How A £100 Optical Fiber Is Powering A Quantum Network Revolution

Scientists from the School of Engineering and Physical Sciences, Heriot-Watt University, have created a prototype quantum network. This network connects two smaller networks into a single, adaptable system. It can accommodate eight users and can route and teleport entanglement as needed. The study represents a significant advancement in the size, flexibility, and capabilities of quantum networks. The study was published in Nature Photonics.

Image Credit: Heriot-Watt University

Scientists have long envisioned a quantum internet, a global network for secure communication and advanced computation using the connections between light particles.  

Other teams had already demonstrated that you can build a single quantum network and send entanglement to many users at once. But this is the first time anyone has managed to link two separate networks together. It doesn’t just distribute entanglement in different ways, it actually lets one network talk to the other. This is a major milestone on the road to a real-world quantum internet.

Mehul Malik, Professor, School of Engineering and Physical Sciences, Heriot-Watt University

Using Light’s Chaos as a Resource

The Heriot-Watt prototype utilizes an off-the-shelf optical fiber, costing under £100, as its core component.

The team utilized the light scattering properties within the optical fiber to program their reconfigurable entanglement router.

Dr Natalia Herrera Valencia, lead author of the study, notes, “Light tends to ricochet chaotically through the fibers’ hundreds of internal pathways. We turned that chaos into a resource.”

The outcome is a reconfigurable multi-port device capable of distributing quantum entanglement among users in various configurations. It can switch between local connections, global connections, and mixed configurations as needed.

The system can multiplex these channels, enabling simultaneous service to multiple users, unlike previous systems that served one pair at a time. This multiplexing concept, similar to classical telecoms, allows for the transmission of multiple quantum channels within a single fiber.

The team demonstrated multiplexed entanglement teleportation, swapping entanglement between four distant users across two channels concurrently. This surpasses previous demonstrations in terms of the number of simultaneous users and the flexibility of the architecture.

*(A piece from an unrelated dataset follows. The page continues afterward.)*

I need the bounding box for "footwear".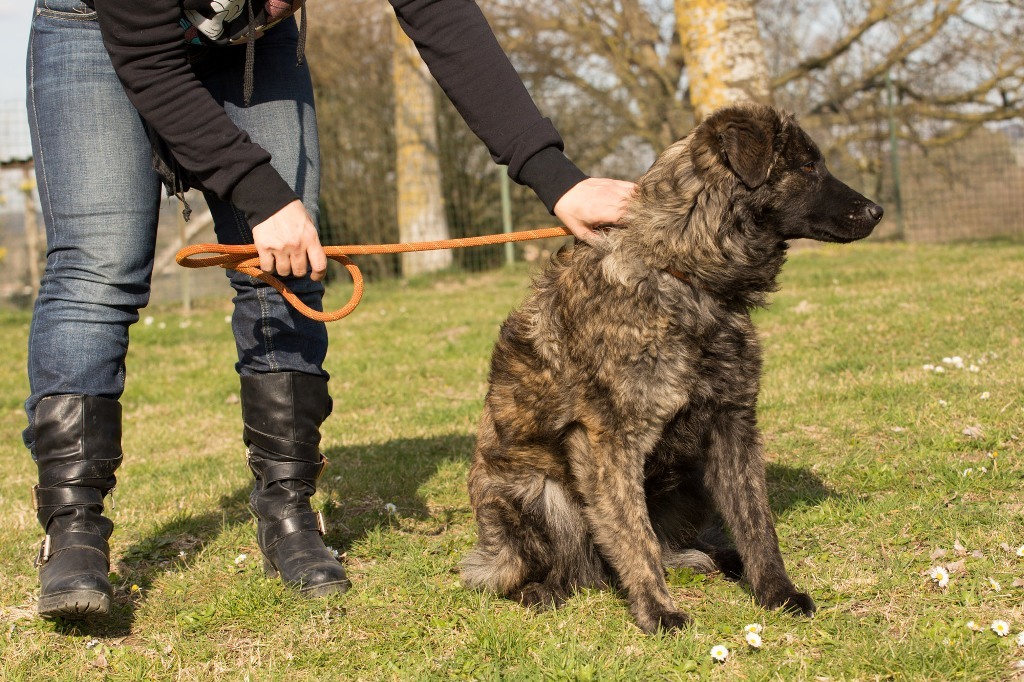
Here it is: box=[28, 393, 126, 620].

By shaping the light at the input, we effectively programmed the fiber, transforming its messy internal scattering into a powerful, high-dimensional optical circuit. That lets us route quantum entanglement wherever we want, even teleport it, using this deceptively simple piece of fiber.

Dr. Natalia Herrera Valencia, Heriot-Watt University

A Leap for Quantum Computing

Professor Malik highlights the demonstration's promising potential for quantum computing.

It’s really exciting. Quantum computing could be world-changing, transforming how we find and develop medicines, create new materials for batteries, and supercharge machine learning. A promising current approach to building a large-scale, powerful quantum computer is to interconnect lots of smaller quantum processors.

Mehul Malik, Professor, School of Engineering and Physical Sciences, Heriot-Watt University

Our prototype is a network that can flexibly distribute and swap entanglement among many users, or quantum processors - it could be the breakthrough quantum computing has been waiting for. Yes, this is a lab-scale demonstration, but the principle is extendable,” continued Malik.

The study is associated with the £22 m Integrated Quantum Networks (IQN) Hub, a project aiming to establish the UK's first large-scale quantum network. The project, led by Heriot-Watt University, is funded by the Engineering and Physical Sciences Research Council (EPSRC). It involves 14 UK universities and over 50 industrial partners, with the goal of securing the UK's leadership in quantum networking.

The Hub's objectives are in line with the UK Government's national quantum strategic missions, specifically the deployment of the world's most advanced quantum network by 2035. This study was funded by the UK Engineering and Physical Sciences Research Council (EPSRC), the European Research Council (ERC), and the Royal Academy of Engineering. The study was conducted by Heriot-Watt University’s Beyond Binary Quantum Information Lab in collaboration with the Edinburgh Mostly Quantum Lab.